Just hours after stepping off a U.S. deportation flight, they were dead, trapped beneath the rubble of a government-run hotel that collapsed when Venezuela's twin earthquakes struck the country's Caribbean coast.
For many of the 146 Venezuelans aboard the ICE charter from Miami on June 24, returning home was supposed to mark the end of months, and for some years, of detention, uncertainty and separation from their families.
Instead, it became the beginning of one of the deadliest chapters of the disaster that has devastated Venezuela.
According to an investigation by El País, survivors say only 12 people made it out alive after the Hotel Santuario La Llanada in La Guaira, where deportees were being temporarily housed by authorities, collapsed during the back-to-back magnitude 7.2 and 7.5 earthquakes. The Venezuelan government has not released an official list of victims or survivors from the hotel, and the figures have not been independently confirmed.
The Associated Press, citing survivors and relatives, reported that more than 100 deportees remain missing after the collapse and that desperate families have struggled to obtain information from Venezuelan authorities.
The flight had landed at Simón Bolívar International Airport only hours before the earthquakes struck.
As part of Venezuela's repatriation process, the deportees, including women and children, were transferred to the Sebin-administered hotel near Maiquetía while officials completed immigration procedures before allowing them to reunite with relatives. They never had the chance.
"There were 135 of us repatriated, and only 12 survived. Everyone else died," one survivor said in a video reviewed and reported by El País. The newspaper noted that the testimony has circulated widely but that authorities have not published an official accounting of the victims.
Among those who escaped was Lisbeth Portillo, who told the Associated Press she crawled out from beneath the debris with a handful of other survivors before walking for hours through the devastated streets in search of help.
"I feel like I was born again," she said. "God gave me another opportunity."
Another survivor, identified by El País as Joan, spent about three hours trapped beneath the wreckage before managing to dig his way out. His wife later said a metal bunk bed prevented concrete slabs from crushing him completely, creating a pocket that saved his life. After escaping, he immediately began searching for other deportees buried beneath the ruins.
For relatives inside and outside Venezuela, the uncertainty has been agonizing.
Many have spent days calling hospitals, shelters and morgues while posting photographs of missing loved ones across social media. The lack of an official list has forced families to rely largely on survivor accounts and informal networks for information.
The tragedy unfolded amid renewed deportation cooperation between Washington and Caracas. After a 13-month suspension, deportation flights resumed in 2025 under agreements between the United States and Venezuela. The June 24 charter was one of those repatriation flights, carrying migrants who had survived months in ICE detention centers before being returned to the country many had fled.
Now, the deportation flight has become known among survivors and relatives as el vuelo de la desgracia — the flight of misfortune.
The collapse has also raised questions about why recently deported migrants were housed in a building that proved so vulnerable during one of the strongest earthquakes to strike Venezuela in a century. Human rights advocates have called for an independent investigation into the deaths and for authorities to publish the identities of everyone who was inside the hotel.
As rescue crews continue searching through collapsed buildings across La Guaira, the story of Flight 164 has become a symbol of the disaster's cruelest irony.
After surviving the dangers of migration, detention and deportation, dozens of Venezuelans died only hours after reaching the country they had been forced to return to. For many families, the journey home became the last journey their loved ones would ever make.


## [WORK REQUIRED]
Although the entries hold pictures, only their words are printed back, exactly as given.

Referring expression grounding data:
--- START ---

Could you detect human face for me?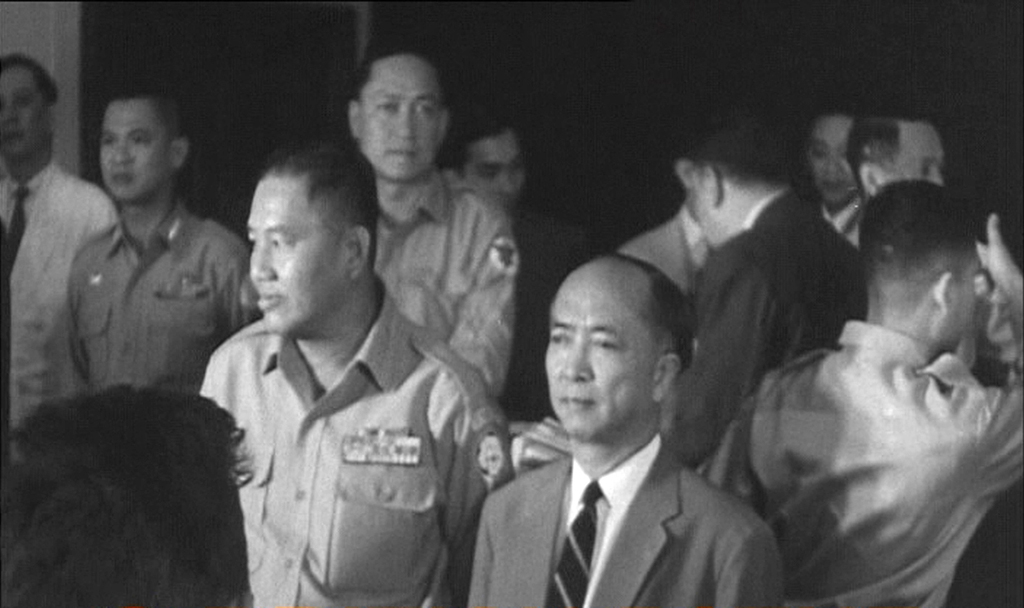
Detection result: (x1=361, y1=57, x2=444, y2=182).
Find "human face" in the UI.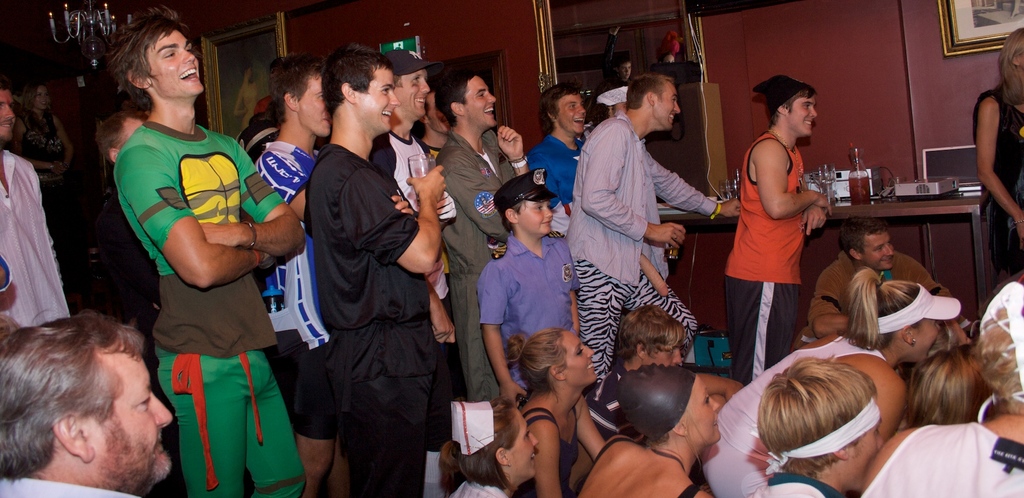
UI element at bbox=[559, 90, 588, 131].
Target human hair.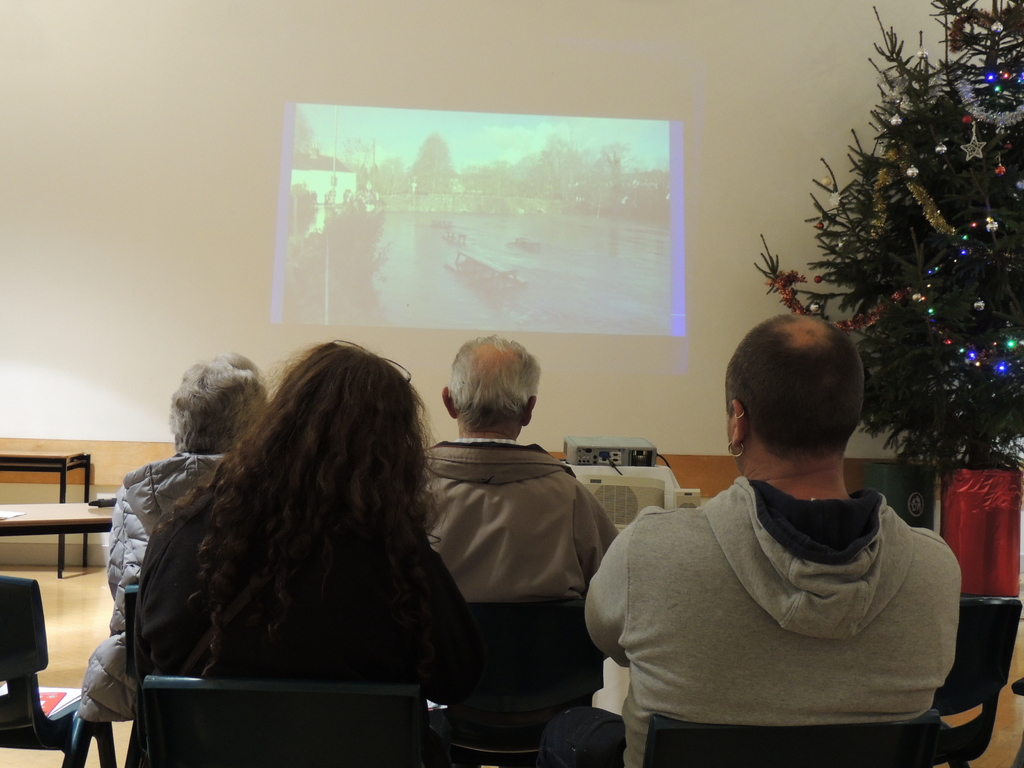
Target region: <region>163, 349, 273, 454</region>.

--- END ---

## [OUTPUT BELOW]
Could you detect human face for me?
Detection result: (x1=361, y1=57, x2=444, y2=182).
Find "human face" in the UI.
UI element at bbox=[559, 90, 588, 131].
Target human hair.
Target region: <region>163, 349, 273, 454</region>.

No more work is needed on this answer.